I’d have to look closer, but they might be referring to the CF channel that Miniforge defaults to supporting more architectures than AD official, or other work on improving instability on unofficial architectures.

There are a few other important differences to note (some of which are alluded to later in the post):

  • CF contains a much larger number of packages, a near-superset of the packages available on AD (except for those that aren’t FOSS) and as @steve.dower mentions, you’ll want to avoid mixing channels if at all possible, so you should go CF from the start if you need a CF-only package
  • You can (relatively easily) add your own or others’ packages to CF, which allows you to avoid mixing conda and pip in the first place.
  • While it used to be less, AD can lag a significant amount behind CF these days, which can be a problem in the fast-moving PyData ecosystem. For example, AD is still stuck on Spyder 5.1.5, whereas CF is up to date with Spyder 5.3.1, which (among a number of other things) includes compatibility fixes for breaking changes in versions of IPython released after Spyder 5.1.5 was out.
  • Use of the AD channels falls under the AD ToS, so you’ll want to purchase AD Enterprise if you’re using them at any kind of scale (which is also required to net you most of the real benefits of AD, the support and services).

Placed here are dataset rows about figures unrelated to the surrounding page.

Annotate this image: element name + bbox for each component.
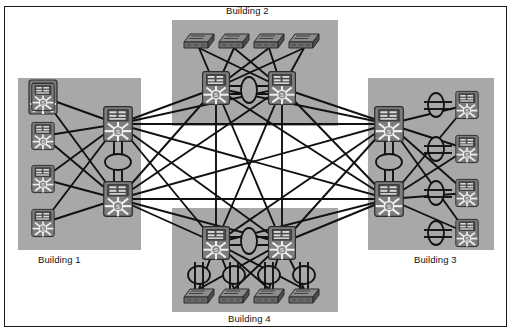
building-2-label: Building 2 — [226, 5, 269, 16]
building-3-label: Building 3 — [414, 254, 457, 265]
diagram-frame-border — [4, 6, 507, 327]
building-1-label: Building 1 — [38, 254, 81, 265]
network-diagram: S — [0, 0, 512, 334]
building-4-label: Building 4 — [228, 313, 271, 324]
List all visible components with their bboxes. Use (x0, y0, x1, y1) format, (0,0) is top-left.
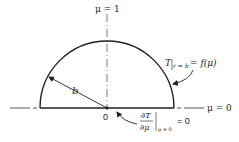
svg-text:T: T (165, 58, 172, 68)
surface-arrow (173, 70, 193, 84)
svg-text:= 0: = 0 (177, 116, 190, 126)
origin-label: 0 (103, 112, 108, 122)
base-arrow (117, 112, 137, 124)
svg-text:μ = 0: μ = 0 (158, 126, 172, 133)
svg-text:r = b: r = b (173, 62, 189, 69)
svg-text:∂μ: ∂μ (140, 123, 149, 132)
hemisphere-diagram: b μ = 1 μ = 0 0 T r = b = f(μ) ∂T ∂μ μ =… (0, 0, 239, 142)
radius-label: b (72, 85, 78, 96)
right-axis-label: μ = 0 (207, 103, 232, 113)
surface-condition-label: T r = b = f(μ) (165, 58, 217, 70)
svg-text:∂T: ∂T (141, 111, 151, 120)
base-condition-label: ∂T ∂μ μ = 0 = 0 (140, 111, 190, 133)
svg-text:= f(μ): = f(μ) (190, 58, 217, 68)
top-axis-label: μ = 1 (95, 4, 120, 14)
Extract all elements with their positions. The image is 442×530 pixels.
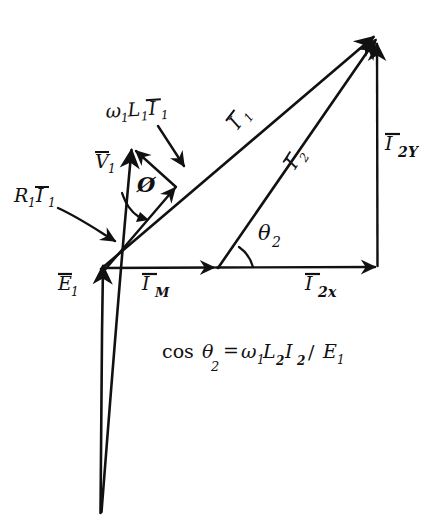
equation-E-subscript: 1 — [337, 353, 345, 367]
vector-I1 — [101, 37, 374, 269]
equation-cos: cos — [162, 340, 194, 362]
equation-theta-subscript: 2 — [210, 359, 219, 374]
label-theta-subscript: 2 — [271, 234, 281, 250]
phasor-diagram-figure: ω 1 L 1 I 1 V 1 R 1 I 1 Ø I 1 — [0, 0, 442, 530]
vector-IM — [102, 268, 214, 269]
angle-theta2-arc — [239, 247, 253, 267]
label-I2y-glyph: I — [384, 132, 393, 154]
label-E1: E 1 — [57, 272, 79, 299]
vector-R1I1 — [103, 188, 175, 272]
label-I2x-glyph: I — [304, 272, 313, 294]
equation-L: L — [262, 340, 276, 362]
equation-I: I — [284, 340, 293, 362]
label-R-glyph: R — [13, 184, 28, 206]
label-V1: V 1 — [95, 150, 116, 176]
vector-I2 — [218, 40, 376, 268]
label-theta-glyph: θ — [258, 221, 271, 245]
label-L-glyph: L — [126, 98, 141, 121]
label-R-subscript: 1 — [28, 196, 36, 210]
vector-I2x — [216, 267, 375, 268]
label-I2x: I 2 x — [304, 272, 337, 300]
label-I2x-subscript-x: x — [327, 284, 337, 300]
equation-E: E — [322, 340, 337, 362]
label-I-subscript: 1 — [160, 108, 169, 122]
equation-slash: / — [308, 341, 315, 363]
label-R1I1: R 1 I 1 — [13, 184, 56, 210]
label-IM: I M — [141, 272, 170, 300]
label-theta2: θ 2 — [258, 221, 281, 250]
label-I2y: I 2 Y — [384, 132, 420, 160]
equation-omega: ω — [241, 340, 257, 362]
label-RI-subscript: 1 — [48, 196, 56, 210]
label-I2-subscript: 2 — [296, 150, 312, 165]
label-V-subscript: 1 — [108, 162, 116, 176]
vector-E1 — [101, 266, 104, 513]
label-IM-glyph: I — [141, 272, 150, 294]
equation-equals: = — [223, 339, 239, 361]
diagram-canvas: ω 1 L 1 I 1 V 1 R 1 I 1 Ø I 1 — [0, 0, 442, 530]
vector-I2y — [377, 44, 378, 266]
label-IM-subscript: M — [154, 285, 170, 300]
label-E1-subscript: 1 — [71, 285, 79, 299]
equation-L-subscript: 2 — [275, 354, 284, 368]
label-I2x-subscript-2: 2 — [317, 284, 328, 300]
label-phi: Ø — [136, 172, 157, 197]
label-omega-glyph: ω — [105, 99, 122, 122]
equation-I-subscript: 2 — [296, 354, 305, 368]
label-E1-glyph: E — [57, 272, 72, 294]
label-I1: I 1 — [223, 103, 257, 136]
equation-cos-theta2: cos θ 2 = ω 1 L 2 I 2 / E 1 — [162, 339, 345, 374]
leader-R1I1 — [58, 208, 115, 241]
label-I1-subscript: 1 — [241, 110, 257, 125]
label-I2y-subscript-y: Y — [408, 144, 420, 160]
label-I2y-subscript-2: 2 — [397, 144, 408, 160]
leader-omega-L-I — [158, 126, 184, 166]
label-omega-L1-I1: ω 1 L 1 I 1 — [105, 96, 169, 126]
label-RI-glyph: I — [35, 184, 44, 206]
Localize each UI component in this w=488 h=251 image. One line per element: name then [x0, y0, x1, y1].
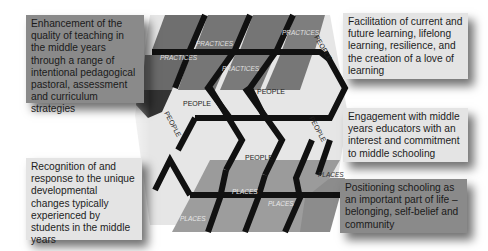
people-label: PEOPLE: [257, 88, 285, 95]
text-box-educators: Engagement with middle years educators w…: [343, 108, 468, 162]
people-label: PEOPLE: [245, 154, 273, 161]
places-label: PLACES: [180, 215, 206, 222]
people-label: PEOPLE: [183, 100, 211, 107]
practices-label: PRACTICES: [160, 54, 198, 61]
practices-label: PRACTICES: [196, 40, 234, 47]
places-label: PLACES: [232, 188, 258, 195]
middle-years-diagram: PRACTICES PRACTICES PRACTICES PRACTICES …: [0, 0, 488, 251]
text-box-learning: Facilitation of current and future learn…: [343, 13, 468, 79]
places-label: PLACES: [268, 200, 294, 207]
places-label: PLACES: [318, 171, 344, 178]
text-box-teaching-quality: Enhancement of the quality of teaching i…: [26, 15, 144, 103]
practices-label: PRACTICES: [222, 65, 260, 72]
text-box-belonging: Positioning schooling as an important pa…: [340, 179, 467, 233]
practices-label: PRACTICES: [282, 29, 320, 36]
text-box-developmental-changes: Recognition of and response to the uniqu…: [26, 158, 142, 240]
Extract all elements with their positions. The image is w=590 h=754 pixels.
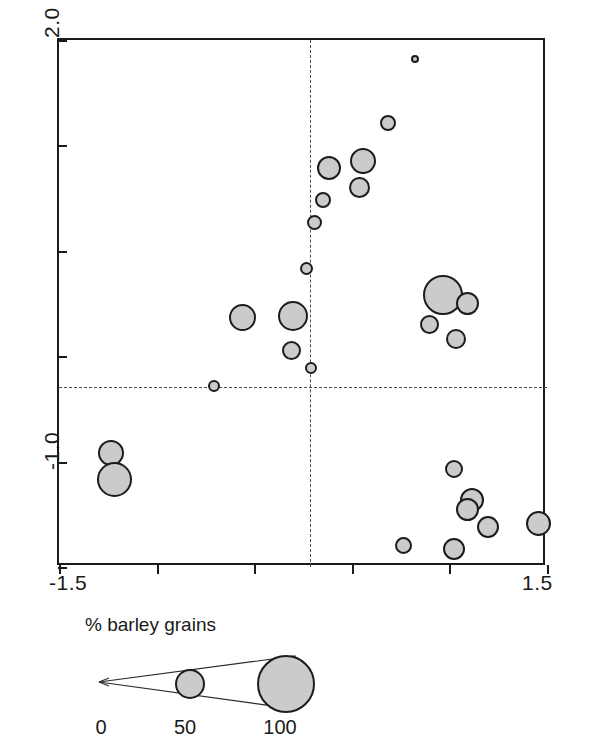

These issues, which are not all that different (if not quite as serious) as those we’ve experienced with distro packages, have led to lots of user complaints for us (Spyder), unfortunately, which is one reason why at least for volunteer support for us, we now officially recommend our own standalone installers or using CF instead of the full-fat AD defaults channels, though we (and they) still maintain compatibility with a variety of other installation methods (AD, pip, distros, WinPython, Fink/MacPorts, Binder, source, etc).